- Montefeltro, Federico da
- (1422-1482)Ruler of Urbino from 1444; appointed duke in 1474 by Pope Sixtus IV. Federico was the illegitimate son of Guidantonio, Count of Montefeltro and Urbino, who in 1435 turned him over as a hostage to Venice to guarantee the peace of Ferrara signed between Pope Eugenius IV and the Visconti, then rulers of Milan. In the following year, Federico was transferred to the Gonzaga court in Mantua where he received a humanistic education and where he was knighted by Emperor Sigismund. He took the rulership of Urbino in 1444 when his half-brother Oddantonio was murdered. To support Urbino's economy, Federico served as condottiere to the papacy, the king of Naples, and several Italian princes, including the Sforza of Milan for whom he obtained the territory of Pesaro. For himself, he took Fossombrone and married Battista Sforza in 1450. His daughter Giovanna's marriage to Sixtus IV's nephew, Giovanni della Rovere, resulted in the pope raising Urbino to a duchy (1474). Federico died in Ferrara in 1482 while fighting for the Venetian Republic. For over 30 years, Federico expended great effort in the building and decoration of his Ducal Palace. As a result, Urbino became one of the most important artistic centers of the Renaissance where sculptors, painters, and architects from other regions came to work. The Tuscan Piero della Francesca painted the portraits of Federico and his wife Battista Sforza in 1472 (both in Florence, Uffizi). Luciano Laurana, from Dalmatia, executed a posthumous bust of Battista in about the same year.
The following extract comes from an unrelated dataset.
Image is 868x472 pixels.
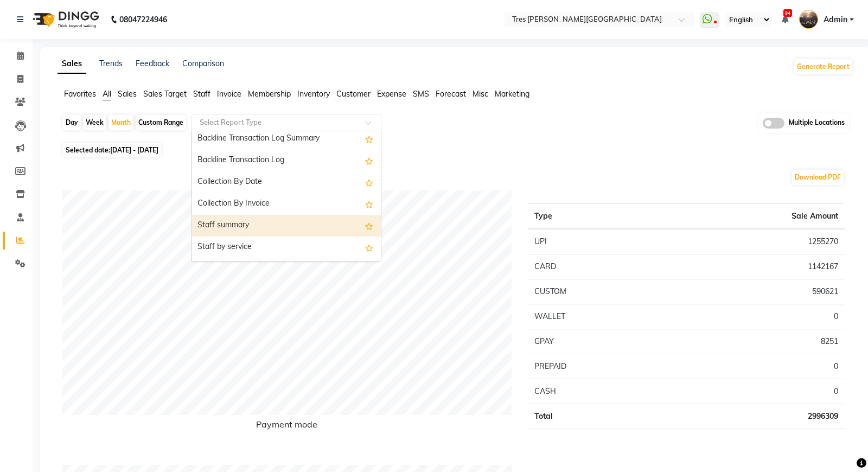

He is also credited with some of the architectural design of the Ducal Palace as he is named its chief architect in a document of 1468. The Sienese architect Francesco di Giorgio Martini, who arrived in Urbino in 1476, continued work on the palace. He also built a number of fortresses in Urbino and worked for Montefeltro as sculptor. His Deposition in bronze relief (c. 1477; Venice, Santa Maria del Carmine) originally formed part of an altarpiece in the Oratory of Santa Croce, Urbino. The Spanish painter Pedro Berruguete and the Netherlandish Joos van Ghent worked for the duke on the decoration of his study and library (1477). In 1480-1481, Berruguete also rendered a portrait of Federico and his son, now in Urbino's Gallería Nazionale.See also Battista Sforza and Federico da Montefeltro, portraits of.
Historical dictionary of Renaissance art. Lilian H. Zirpolo. 2008.